In the second chapter, Marris conveys the conservationists as being stuck in the past “romantics” that are striving for a nature that is pristine and before human presence. This goal of achieving a “pristine wilderness” is proven flawed when ecologists are unable to come to a conclusion as to the baseline of an ecosystem. Some believe it was before the Europeans settled the Americas but this idea is also flawed because before the Europeans arrived, indigenous people have been cultivating, hunting, and changing nature for hundreds of years.

She presents the Yellow Stone model of conservation where millions of indigenous were relocated in order to protect the nature of the region. “The irony is that they were doing the least harm—after all, that is why their land had sufficient nature to interest conservationists in the first place.” She further explains that ecologists are only recently beginning to understand that protected areas do not have to be depopulated in order to work and a link between humans and nature can also result in positive reinforcement.

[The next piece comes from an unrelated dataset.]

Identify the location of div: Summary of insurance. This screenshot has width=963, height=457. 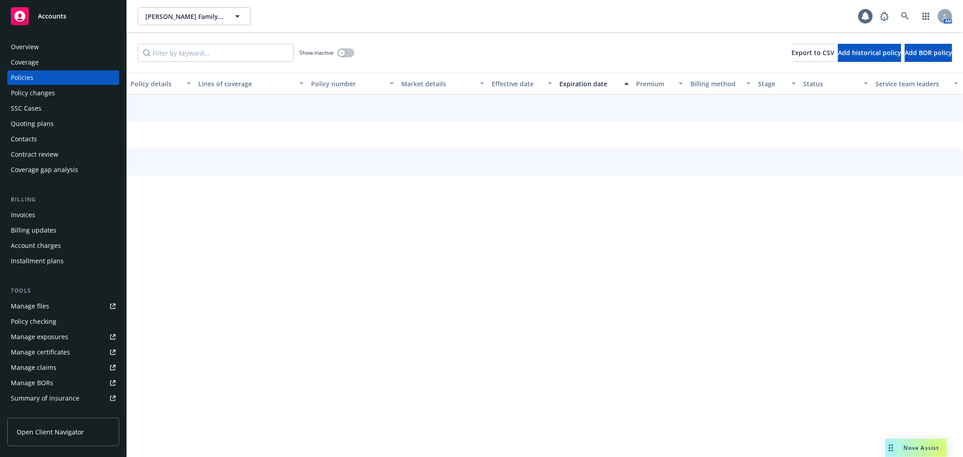
(45, 398).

I agree with the points that Marris brings up in the first two chapters that nature is ever flowing, it is never static, and that human interaction with nature is something that we should not fight but embrace. I believe that removing humans from the equation of nature would mean that we should remove all species from nature because essentially plants and animals also rob resources from nature. Though it is definitely known that humans have done the most harm, I believe that this is just another adaptation that nature will make and as Aho stated, “You can’t become attached to one particular snapshot. Part of the beauty of ecology is its change.”